The way this works is that Feedburner creates a relay page for each link, and users stop momentarily on Feedburner’s very fast servers before being directed to the linked page. In my experience outside of China, the user does not even notice this process. The publisher then knows that the link has been clicked, and can plan future content with a better understanding of the audience.

The problem for Chinese users is that that momentary stopover at Feedburner happens on a blocked address, so following any link from a tracking-enabled feed results in a “reset connection” or “timeout” that really amounts to a virtual brick wall—popularly known as the “Great Firewall of China.”

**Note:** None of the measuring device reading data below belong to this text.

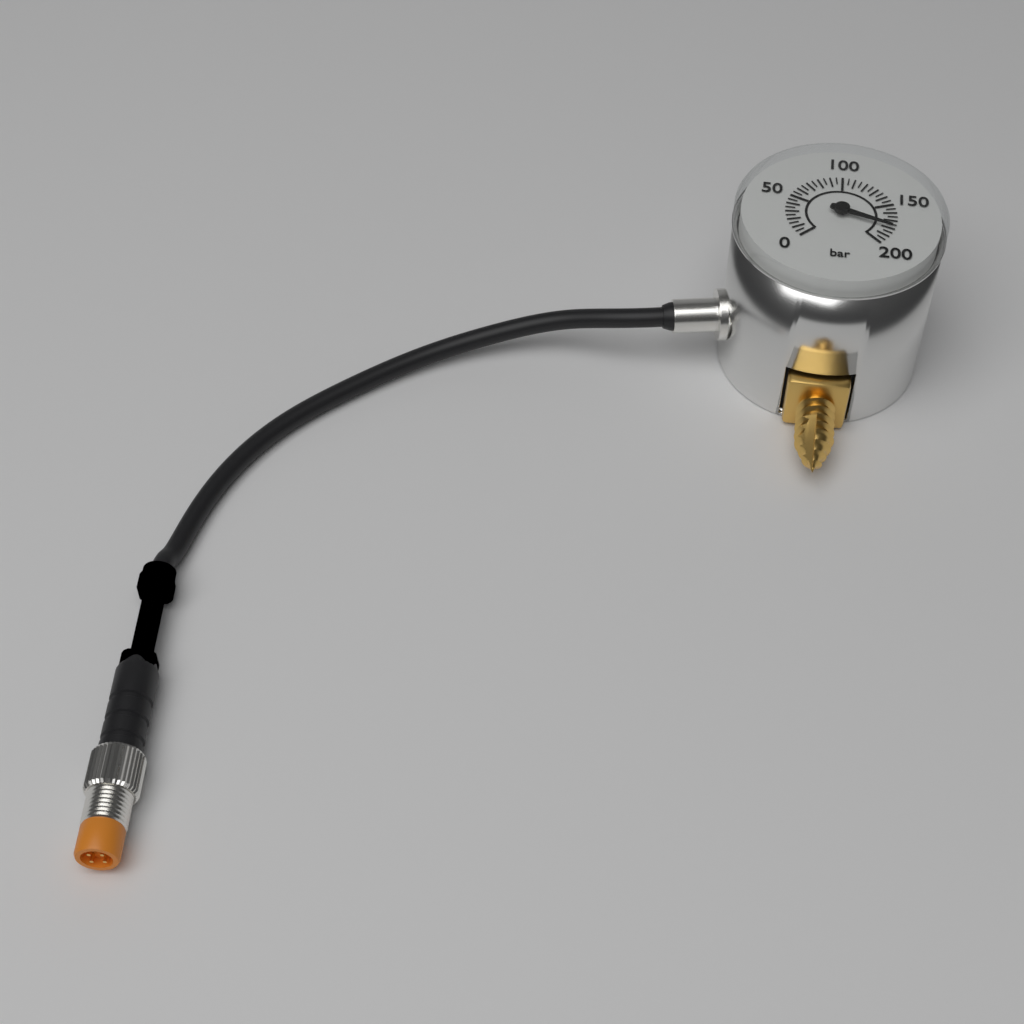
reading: 180 bar
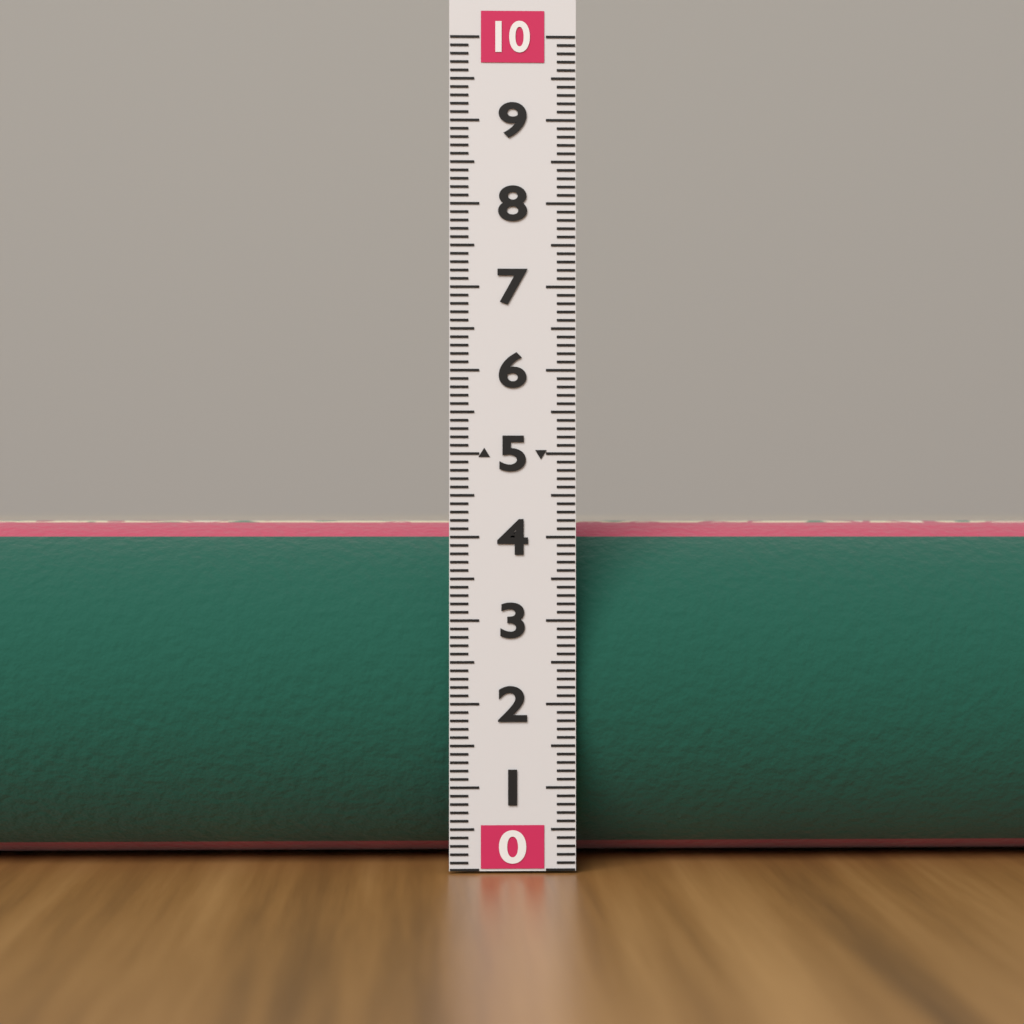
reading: 4.2 (no unit)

Partial Solution: After an exchange last night with Feedburner’s Rick Klau on their very well-run support forum, we determined that the best I can do right now is to simply disable this extra level of tracking. Now, links in my syndicated posts go directly to their target. This means the system is seamless for users in China, but I learn nothing about what links are getting clicks. For me, that’s an acceptable sacrifice since I write from and about China.

Another issue we discussed was Feedburner’s “FeedFlare” feature, which adds links for “E-mail this article” and “Add to del.icio.us” and such to each post. Currently, they do not appear for users in China because they are constructed as dynamically-created images to reflect comment counts and other data. I proposed that the image code include the standard “alt” parameter to accommodate users in China (and visually-impaired users, on whose behalf the W3C suggests that we always include descriptive information about what’s in an image).

Thanks to Feedburner for giving this problem quick attention, and I hope we make progress. I have some ideas about how I might get this tracking information back, but I’ll leave that for another day, if it works.

[UPDATE 9/28/07: Danwei proposes another solution, which is to provide a feed through Feedsky, a similar service, for China-based users. I'm hesitant to split up the subscriber base, and I do look forward to the day Feedburner stats are integrated with Google Analytics. But I may consider this in the future.]